Requirement 5: Comparability across alternatives and futures. Results must be produced under conditions that support valid comparison. The paired-futures design ensures that differences in performance between alternatives are attributable to alternative characteristics rather than to different experimental conditions. Schema-governed artefact exchange ensures that metrics are measured consistently across module generations. This requirement follows from the evaluative standards of §1.5.
Requirement 6: Traceability and revisability. The system must support ongoing learning, not only one round of comparison. It must be possible to identify which assumptions, data, modules, and interfaces produced a particular result, and to revise them without destroying the comparability of what came before. This requirement follows from the progressive-refinement philosophy of §0.3 and from the bounded rationality argument of Sub-Module SM-1.1-A.
Requirement 7: Support for targeted refinement. The system should reveal not only which alternative is preferable under current knowledge, but also which uncertainties most determine that preference and which analytical investments would most improve decision quality. The regret sensitivity and scenario discovery diagnostics of the DMDU orchestration layer provide this service, making the ensemble analysis self-directing in its development logic.
Table 1.1 summarises these requirements and their primary architectural implications. Module 3 develops each architectural response in full; Module 6 demonstrates them in the proof of concept.

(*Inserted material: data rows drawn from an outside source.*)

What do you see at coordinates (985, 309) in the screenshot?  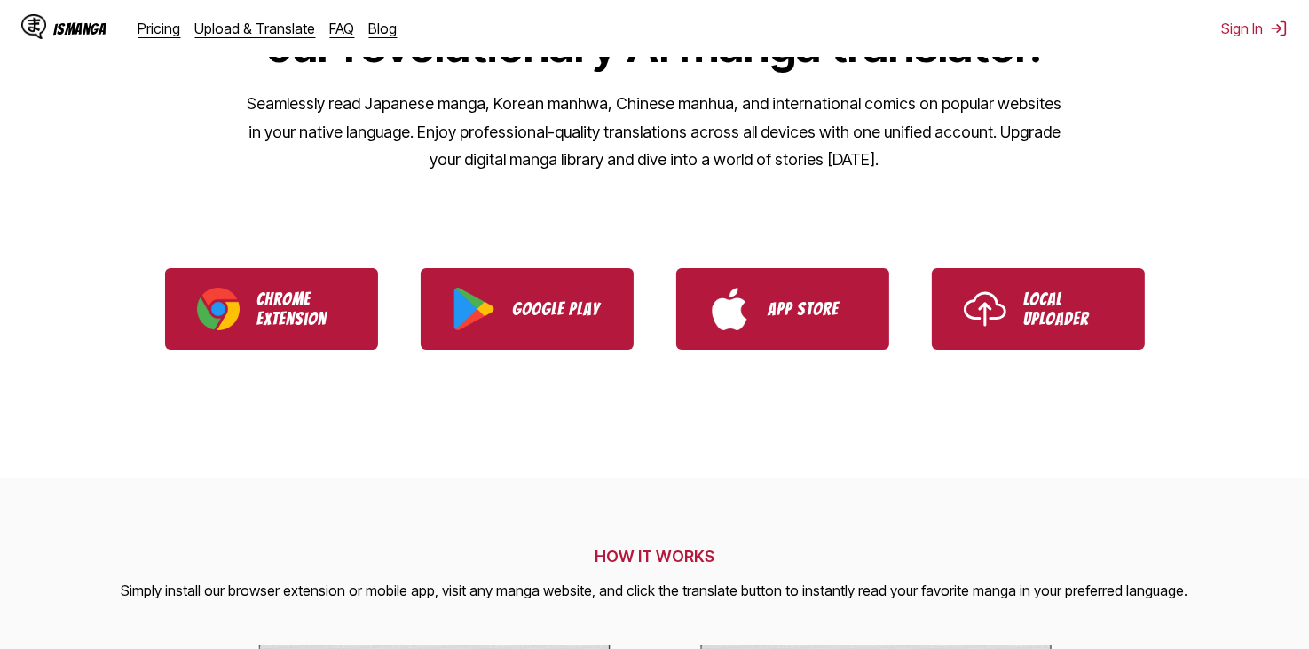 I see `img: Upload icon` at bounding box center [985, 309].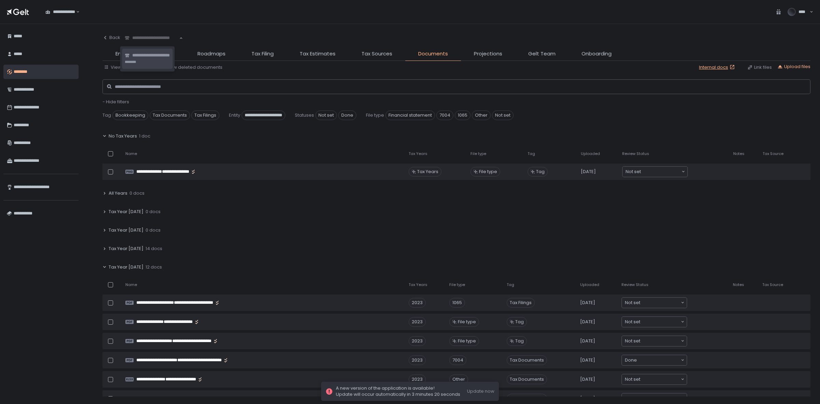 This screenshot has width=820, height=404. I want to click on span: Gelt Team, so click(542, 54). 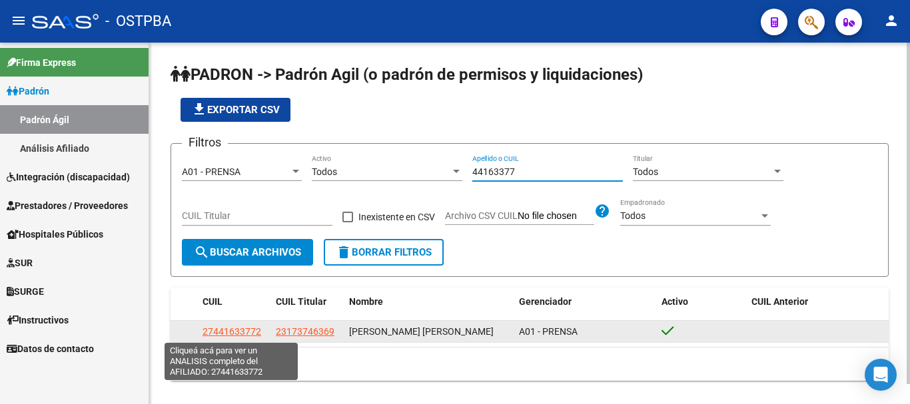 What do you see at coordinates (881, 375) in the screenshot?
I see `div: Open Intercom Messenger` at bounding box center [881, 375].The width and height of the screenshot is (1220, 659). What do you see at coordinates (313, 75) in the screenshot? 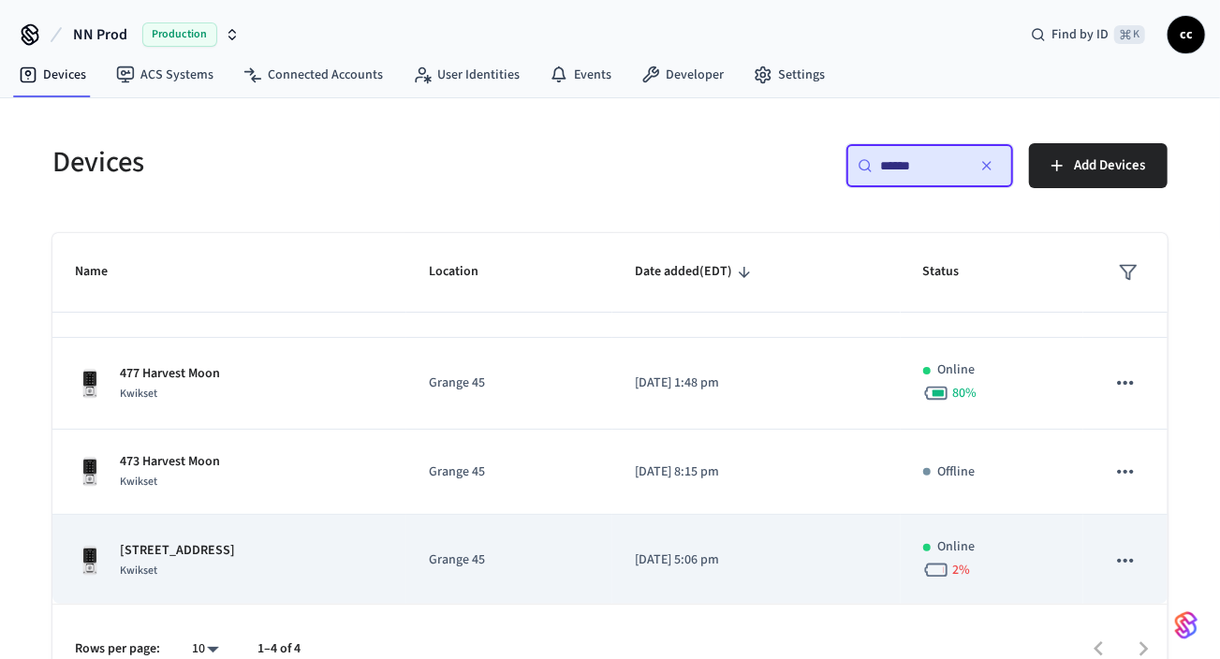
I see `a: Connected Accounts` at bounding box center [313, 75].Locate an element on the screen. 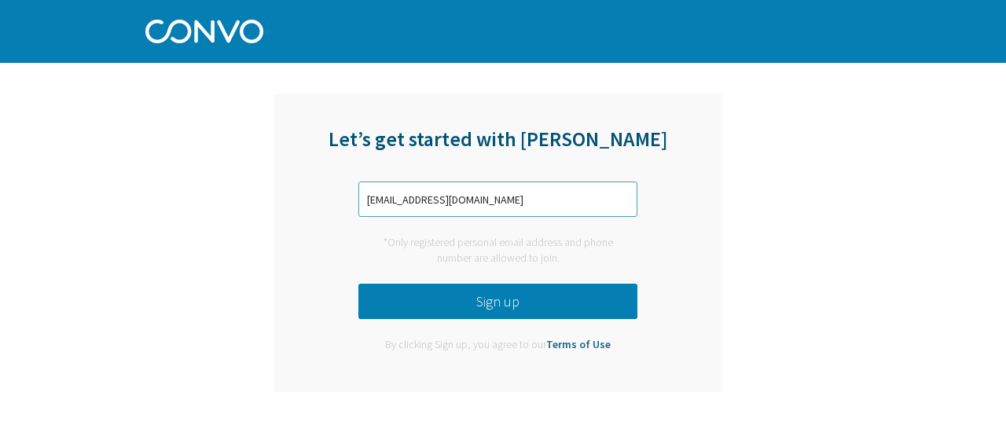  img: Convo Logo is located at coordinates (204, 29).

| Requirement | Architectural implication |
|---|---|
| 1. Explicitness of alternatives | Pathway variants declared and named in module configuration; each alternative is a separately identified entity in the backbone |
| 2. Explicitness of futures | FutureArtefacts declare all uncertain drivers; alternatives evaluated under shared, paired futures; decision-critical futures selected by consequence |
| 3. Decision-relevant outcomes | ResultArtefacts and DecisionSummaryArtefacts carry metrics tied to the decision frame, not model-internal variables |
| 4. Visibility of constraints and boundaries | Module interface declarations state scope, perspective, and what is excluded; results cannot be overgeneralised beyond their declared boundary |
| 5. Comparability across alternatives and futures | Paired-futures design and schema-governed artefact exchange enforce consistent measurement across pathways and versions |
| 6. Traceability and revisability | Append-only backbone with lineage records, schema versioning, and SHA256 hash integrity |
| 7. Support for targeted refinement | Regret sensitivity diagnostics and scenario discovery identify which uncertain drivers most strongly determine pathway preference |
These seven requirements define what any analytical system must provide. Module 2 asks what tools are available to generate the consequences these requirements demand. Module 3 designs the architecture that organises those tools so that the requirements are not merely stated but demonstrably satisfied.
Requirements-to-Architecture Mapping Table is in SM-1.7-A. Skip for conceptual reading; use when verifying implementation.